This little piggy went to market
It seems the Greeks, heirs to an ancient culture that celebrated freedom and individual expression both in politics and art, are reacting with the same outrage as any young child, hell, as even most people of any age who, being used to living the good life and consuming more of anything than they actually earned by the sweat of their brow, including metaphorically speaking, the seed corn for the next generation, will express.
MAY DAY protests in Greece turned violent yesterday as youths in gas masks and hoods set fire to vehicles, smashed shop fronts and threw molotov cocktails and rocks at police in an explosion of fury over austerity measures they claim will hurt only the poor.
Did the poor, the less productive, the less disciplined, the less entrepreneurial, the less inclined to live within, or below, their means, ever complain when the party was rocking along at full steam?
“I cannot help but blame my parents a little for what’s happened,” said Achilles Zacharoulis, a 36-year-old cardiologist. “They were here all that time,” he added, referring to the past three decades of mismanagement and fiscal insanity. “But what did they do to stop it?”
Vaggelis Gettos, 24, is just as alarmed at the burden being heaped on the young by austerity measures expected to be announced today, and has pledged to resist them in more protests this week against what he sees as a plot to impoverish Greece.
“We will live much worse than our parents,” he said. “Why should we be made to pay for their mistakes?”
You're 36 years old big boy. In the last 18 or so years did you speak out about the excesses, the freebies? Did you cry a warning and refuse your share of them in protest? I doubt it.
I'll wager that if you look at some of the old timers in the small villages who lived plain and simple lives, you'll be able to see many who saw the insanity, perhaps spoke out within their small circle of friend, yet realized the futility of stepping in front of the rushing freight train the gimme crowd were riding high on.
Economists regard the bloated civil service with its jobs for life and generous pensions as a cancer consuming the country’s resources. The older generation, the experts grimly concur, turned the state into a giant cash machine to be plundered at will.
Does that sound vaguely like our own country where the government sector earns more than most of the private sector? With no new jobs being created other than within expanded federal agencies grasping ever new and greater influence and power, is it any wonder that young people are applying in droves to those same agencies?
The unfortunate thing is that unless we are able to halt the growth of Leviathan within our own country the same outrage, riots, clashes, upheaval will soon burst forth in our own neighborhoods.
Perhaps not this summer, maybe not the next, but if we don't recognize and stop the same problems within our culture, one oppressively hot day soon the flames of ........what?.. will be fanned by an errant puff of wind into a conflagration that will make the wildfires in Yellowstone and the west a few years ago seem like only the spark from a lighter out of fuel.
And this little piggy cried, "wee, wee, wee all the way home".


REQUIRED WORK: Each line below must be transcribed exactly, and no picture may appear in the transcription.

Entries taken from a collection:
┏━━
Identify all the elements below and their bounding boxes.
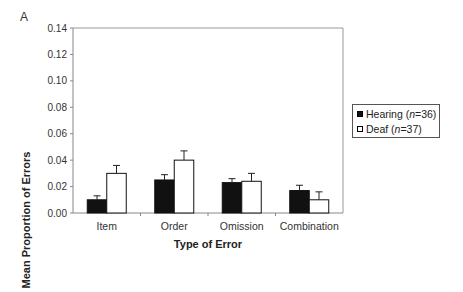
y-tick-label: 0.10	[48, 75, 68, 86]
y-axis-title: Mean Proportion of Errors	[20, 120, 34, 292]
black-square-swatch-icon	[357, 111, 363, 117]
y-tick-label: 0.14	[48, 23, 68, 34]
bar-deaf	[107, 173, 127, 213]
legend-label-hearing: Hearing (n=36)	[366, 108, 436, 120]
y-tick-label: 0.06	[48, 128, 68, 139]
bar-hearing	[222, 183, 242, 213]
chart-bars	[87, 151, 329, 213]
y-tick-label: 0.02	[48, 181, 68, 192]
chart-legend: Hearing (n=36) Deaf (n=37)	[352, 104, 440, 138]
x-axis-title: Type of Error	[73, 238, 343, 250]
y-tick-label: 0.04	[48, 155, 68, 166]
x-tick-label: Combination	[280, 220, 339, 232]
x-tick-label: Order	[161, 220, 188, 232]
bar-deaf	[174, 160, 194, 213]
panel-label: A	[20, 10, 28, 24]
x-tick-label: Item	[97, 220, 118, 232]
bar-hearing	[290, 191, 310, 213]
legend-item-deaf: Deaf (n=37)	[357, 123, 422, 135]
y-tick-label: 0.00	[48, 208, 68, 219]
bar-hearing	[87, 200, 107, 213]
bar-deaf	[309, 200, 329, 213]
y-tick-label: 0.12	[48, 49, 68, 60]
bar-deaf	[242, 181, 262, 213]
white-square-swatch-icon	[357, 126, 363, 132]
y-tick-label: 0.08	[48, 102, 68, 113]
bar-hearing	[155, 180, 175, 213]
legend-label-deaf: Deaf (n=37)	[366, 123, 422, 135]
legend-item-hearing: Hearing (n=36)	[357, 108, 436, 120]
x-tick-label: Omission	[220, 220, 264, 232]
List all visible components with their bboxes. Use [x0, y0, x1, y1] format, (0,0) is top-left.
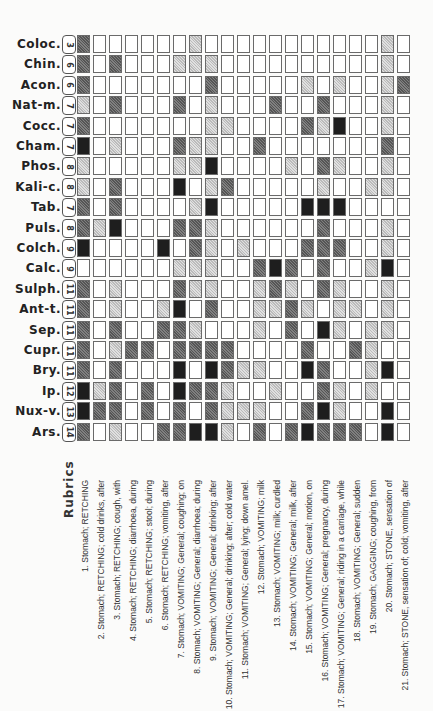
- grade-cell[interactable]: [205, 300, 218, 318]
- grade-cell[interactable]: [253, 117, 266, 135]
- grade-cell[interactable]: [333, 239, 346, 257]
- grade-cell[interactable]: [141, 178, 154, 196]
- grade-cell[interactable]: [285, 402, 298, 420]
- grade-cell[interactable]: [381, 178, 394, 196]
- grade-cell[interactable]: [381, 157, 394, 175]
- grade-cell[interactable]: [253, 55, 266, 73]
- remedy-row[interactable]: Ip.12: [0, 382, 433, 401]
- grade-cell[interactable]: [365, 137, 378, 155]
- grade-cell[interactable]: [317, 55, 330, 73]
- grade-cell[interactable]: [269, 96, 282, 114]
- grade-cell[interactable]: [237, 157, 250, 175]
- grade-cell[interactable]: [125, 35, 138, 53]
- grade-cell[interactable]: [189, 321, 202, 339]
- grade-cell[interactable]: [269, 280, 282, 298]
- grade-cell[interactable]: [189, 259, 202, 277]
- grade-cell[interactable]: [317, 35, 330, 53]
- grade-cell[interactable]: [93, 280, 106, 298]
- remedy-row[interactable]: Sulph.11: [0, 280, 433, 299]
- grade-cell[interactable]: [109, 219, 122, 237]
- grade-cell[interactable]: [173, 137, 186, 155]
- grade-cell[interactable]: [381, 219, 394, 237]
- grade-cell[interactable]: [157, 96, 170, 114]
- grade-cell[interactable]: [109, 137, 122, 155]
- grade-cell[interactable]: [125, 361, 138, 379]
- grade-cell[interactable]: [253, 137, 266, 155]
- grade-cell[interactable]: [301, 117, 314, 135]
- grade-cell[interactable]: [157, 361, 170, 379]
- grade-cell[interactable]: [253, 76, 266, 94]
- grade-cell[interactable]: [285, 259, 298, 277]
- grade-cell[interactable]: [125, 402, 138, 420]
- grade-cell[interactable]: [221, 321, 234, 339]
- grade-cell[interactable]: [317, 423, 330, 441]
- grade-cell[interactable]: [221, 300, 234, 318]
- grade-cell[interactable]: [317, 157, 330, 175]
- grade-cell[interactable]: [365, 382, 378, 400]
- grade-cell[interactable]: [205, 402, 218, 420]
- grade-cell[interactable]: [189, 300, 202, 318]
- grade-cell[interactable]: [141, 423, 154, 441]
- grade-cell[interactable]: [173, 219, 186, 237]
- grade-cell[interactable]: [349, 137, 362, 155]
- grade-cell[interactable]: [109, 402, 122, 420]
- grade-cell[interactable]: [173, 96, 186, 114]
- grade-cell[interactable]: [205, 219, 218, 237]
- grade-cell[interactable]: [285, 157, 298, 175]
- grade-cell[interactable]: [301, 219, 314, 237]
- grade-cell[interactable]: [205, 321, 218, 339]
- grade-cell[interactable]: [109, 76, 122, 94]
- grade-cell[interactable]: [317, 361, 330, 379]
- grade-cell[interactable]: [381, 96, 394, 114]
- grade-cell[interactable]: [93, 361, 106, 379]
- grade-cell[interactable]: [301, 361, 314, 379]
- grade-cell[interactable]: [317, 321, 330, 339]
- grade-cell[interactable]: [109, 178, 122, 196]
- remedy-name[interactable]: Ars.: [32, 424, 61, 440]
- grade-cell[interactable]: [269, 178, 282, 196]
- grade-cell[interactable]: [125, 96, 138, 114]
- grade-cell[interactable]: [285, 96, 298, 114]
- remedy-name[interactable]: Phos.: [21, 158, 61, 174]
- grade-cell[interactable]: [157, 321, 170, 339]
- grade-cell[interactable]: [381, 341, 394, 359]
- grade-cell[interactable]: [269, 321, 282, 339]
- grade-cell[interactable]: [221, 178, 234, 196]
- grade-cell[interactable]: [205, 361, 218, 379]
- grade-cell[interactable]: [173, 300, 186, 318]
- remedy-row[interactable]: Sep.11: [0, 321, 433, 340]
- grade-cell[interactable]: [205, 76, 218, 94]
- grade-cell[interactable]: [333, 423, 346, 441]
- grade-cell[interactable]: [93, 259, 106, 277]
- grade-cell[interactable]: [381, 259, 394, 277]
- grade-cell[interactable]: [93, 198, 106, 216]
- remedy-row[interactable]: Coloc.3: [0, 35, 433, 54]
- grade-cell[interactable]: [77, 117, 90, 135]
- grade-cell[interactable]: [125, 341, 138, 359]
- grade-cell[interactable]: [93, 157, 106, 175]
- grade-cell[interactable]: [221, 341, 234, 359]
- grade-cell[interactable]: [141, 239, 154, 257]
- grade-cell[interactable]: [269, 157, 282, 175]
- grade-cell[interactable]: [125, 55, 138, 73]
- grade-cell[interactable]: [173, 239, 186, 257]
- grade-cell[interactable]: [221, 219, 234, 237]
- grade-cell[interactable]: [285, 361, 298, 379]
- remedy-name[interactable]: Tab.: [31, 199, 61, 215]
- grade-cell[interactable]: [349, 96, 362, 114]
- grade-cell[interactable]: [253, 402, 266, 420]
- grade-cell[interactable]: [365, 361, 378, 379]
- grade-cell[interactable]: [397, 198, 410, 216]
- grade-cell[interactable]: [349, 157, 362, 175]
- remedy-name[interactable]: Puls.: [25, 220, 61, 236]
- grade-cell[interactable]: [157, 280, 170, 298]
- grade-cell[interactable]: [381, 117, 394, 135]
- grade-cell[interactable]: [253, 321, 266, 339]
- grade-cell[interactable]: [397, 96, 410, 114]
- grade-cell[interactable]: [237, 341, 250, 359]
- grade-cell[interactable]: [221, 382, 234, 400]
- grade-cell[interactable]: [109, 382, 122, 400]
- grade-cell[interactable]: [365, 341, 378, 359]
- grade-cell[interactable]: [77, 382, 90, 400]
- grade-cell[interactable]: [237, 423, 250, 441]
┗━━
EXPECTED OUTPUT:
Identify all the elements below and their bounding boxes.
y-tick-label: 0.10	[48, 75, 68, 86]
y-axis-title: Mean Proportion of Errors	[20, 120, 34, 292]
black-square-swatch-icon	[357, 111, 363, 117]
y-tick-label: 0.14	[48, 23, 68, 34]
bar-deaf	[107, 173, 127, 213]
legend-label-hearing: Hearing (n=36)	[366, 108, 436, 120]
y-tick-label: 0.06	[48, 128, 68, 139]
bar-hearing	[222, 183, 242, 213]
chart-bars	[87, 151, 329, 213]
y-tick-label: 0.02	[48, 181, 68, 192]
chart-legend: Hearing (n=36) Deaf (n=37)	[352, 104, 440, 138]
x-axis-title: Type of Error	[73, 238, 343, 250]
y-tick-label: 0.04	[48, 155, 68, 166]
x-tick-label: Combination	[280, 220, 339, 232]
x-tick-label: Order	[161, 220, 188, 232]
bar-deaf	[174, 160, 194, 213]
panel-label: A	[20, 10, 28, 24]
x-tick-label: Item	[97, 220, 118, 232]
bar-hearing	[290, 191, 310, 213]
legend-item-deaf: Deaf (n=37)	[357, 123, 422, 135]
y-tick-label: 0.00	[48, 208, 68, 219]
bar-hearing	[87, 200, 107, 213]
bar-deaf	[309, 200, 329, 213]
y-tick-label: 0.12	[48, 49, 68, 60]
bar-deaf	[242, 181, 262, 213]
white-square-swatch-icon	[357, 126, 363, 132]
y-tick-label: 0.08	[48, 102, 68, 113]
bar-hearing	[155, 180, 175, 213]
legend-label-deaf: Deaf (n=37)	[366, 123, 422, 135]
legend-item-hearing: Hearing (n=36)	[357, 108, 436, 120]
x-tick-label: Omission	[220, 220, 264, 232]
List all visible components with their bboxes. Use [x0, y0, x1, y1] format, (0,0) is top-left.
- grade-cell[interactable]: [205, 300, 218, 318]
- grade-cell[interactable]: [253, 117, 266, 135]
- grade-cell[interactable]: [333, 239, 346, 257]
- grade-cell[interactable]: [141, 178, 154, 196]
- grade-cell[interactable]: [285, 402, 298, 420]
- grade-cell[interactable]: [381, 178, 394, 196]
- grade-cell[interactable]: [381, 157, 394, 175]
- grade-cell[interactable]: [253, 55, 266, 73]
- remedy-row[interactable]: Ip.12: [0, 382, 433, 401]
- grade-cell[interactable]: [365, 137, 378, 155]
- grade-cell[interactable]: [317, 55, 330, 73]
- grade-cell[interactable]: [269, 96, 282, 114]
- grade-cell[interactable]: [237, 157, 250, 175]
- grade-cell[interactable]: [125, 35, 138, 53]
- grade-cell[interactable]: [189, 321, 202, 339]
- grade-cell[interactable]: [269, 280, 282, 298]
- grade-cell[interactable]: [189, 259, 202, 277]
- grade-cell[interactable]: [317, 35, 330, 53]
- grade-cell[interactable]: [93, 280, 106, 298]
- remedy-row[interactable]: Sulph.11: [0, 280, 433, 299]
- grade-cell[interactable]: [109, 219, 122, 237]
- grade-cell[interactable]: [173, 137, 186, 155]
- grade-cell[interactable]: [381, 219, 394, 237]
- grade-cell[interactable]: [157, 96, 170, 114]
- grade-cell[interactable]: [109, 137, 122, 155]
- grade-cell[interactable]: [125, 361, 138, 379]
- grade-cell[interactable]: [253, 137, 266, 155]
- grade-cell[interactable]: [301, 117, 314, 135]
- grade-cell[interactable]: [157, 361, 170, 379]
- grade-cell[interactable]: [253, 76, 266, 94]
- grade-cell[interactable]: [285, 259, 298, 277]
- grade-cell[interactable]: [125, 402, 138, 420]
- grade-cell[interactable]: [221, 321, 234, 339]
- grade-cell[interactable]: [317, 423, 330, 441]
- grade-cell[interactable]: [221, 300, 234, 318]
- grade-cell[interactable]: [317, 157, 330, 175]
- grade-cell[interactable]: [365, 382, 378, 400]
- grade-cell[interactable]: [205, 402, 218, 420]
- grade-cell[interactable]: [189, 300, 202, 318]
- grade-cell[interactable]: [141, 423, 154, 441]
- grade-cell[interactable]: [173, 219, 186, 237]
- grade-cell[interactable]: [349, 137, 362, 155]
- grade-cell[interactable]: [109, 402, 122, 420]
- grade-cell[interactable]: [173, 96, 186, 114]
- grade-cell[interactable]: [205, 219, 218, 237]
- grade-cell[interactable]: [285, 157, 298, 175]
- grade-cell[interactable]: [301, 219, 314, 237]
- grade-cell[interactable]: [205, 321, 218, 339]
- grade-cell[interactable]: [109, 76, 122, 94]
- grade-cell[interactable]: [317, 361, 330, 379]
- grade-cell[interactable]: [381, 96, 394, 114]
- grade-cell[interactable]: [93, 361, 106, 379]
- grade-cell[interactable]: [301, 361, 314, 379]
- grade-cell[interactable]: [317, 321, 330, 339]
- grade-cell[interactable]: [109, 178, 122, 196]
- remedy-name[interactable]: Ars.: [32, 424, 61, 440]
- grade-cell[interactable]: [269, 178, 282, 196]
- grade-cell[interactable]: [125, 96, 138, 114]
- grade-cell[interactable]: [285, 96, 298, 114]
- remedy-name[interactable]: Phos.: [21, 158, 61, 174]
- grade-cell[interactable]: [157, 321, 170, 339]
- grade-cell[interactable]: [381, 341, 394, 359]
- grade-cell[interactable]: [269, 321, 282, 339]
- grade-cell[interactable]: [221, 178, 234, 196]
- grade-cell[interactable]: [205, 361, 218, 379]
- grade-cell[interactable]: [173, 300, 186, 318]
- remedy-row[interactable]: Sep.11: [0, 321, 433, 340]
- grade-cell[interactable]: [205, 76, 218, 94]
- grade-cell[interactable]: [333, 423, 346, 441]
- grade-cell[interactable]: [93, 259, 106, 277]
- grade-cell[interactable]: [381, 259, 394, 277]
- grade-cell[interactable]: [93, 198, 106, 216]
- remedy-row[interactable]: Coloc.3: [0, 35, 433, 54]
- grade-cell[interactable]: [77, 117, 90, 135]
- grade-cell[interactable]: [125, 341, 138, 359]
- grade-cell[interactable]: [93, 157, 106, 175]
- grade-cell[interactable]: [221, 341, 234, 359]
- grade-cell[interactable]: [141, 239, 154, 257]
- grade-cell[interactable]: [269, 157, 282, 175]
- grade-cell[interactable]: [125, 55, 138, 73]
- grade-cell[interactable]: [173, 239, 186, 257]
- grade-cell[interactable]: [221, 219, 234, 237]
- grade-cell[interactable]: [285, 361, 298, 379]
- remedy-name[interactable]: Tab.: [31, 199, 61, 215]
- grade-cell[interactable]: [349, 96, 362, 114]
- grade-cell[interactable]: [253, 402, 266, 420]
- grade-cell[interactable]: [365, 361, 378, 379]
- grade-cell[interactable]: [397, 198, 410, 216]
- grade-cell[interactable]: [349, 157, 362, 175]
- remedy-name[interactable]: Puls.: [25, 220, 61, 236]
- grade-cell[interactable]: [157, 280, 170, 298]
- grade-cell[interactable]: [381, 117, 394, 135]
- grade-cell[interactable]: [253, 321, 266, 339]
- grade-cell[interactable]: [397, 96, 410, 114]
- grade-cell[interactable]: [237, 341, 250, 359]
- grade-cell[interactable]: [221, 382, 234, 400]
- grade-cell[interactable]: [109, 382, 122, 400]
- grade-cell[interactable]: [365, 341, 378, 359]
- grade-cell[interactable]: [77, 382, 90, 400]
- grade-cell[interactable]: [237, 423, 250, 441]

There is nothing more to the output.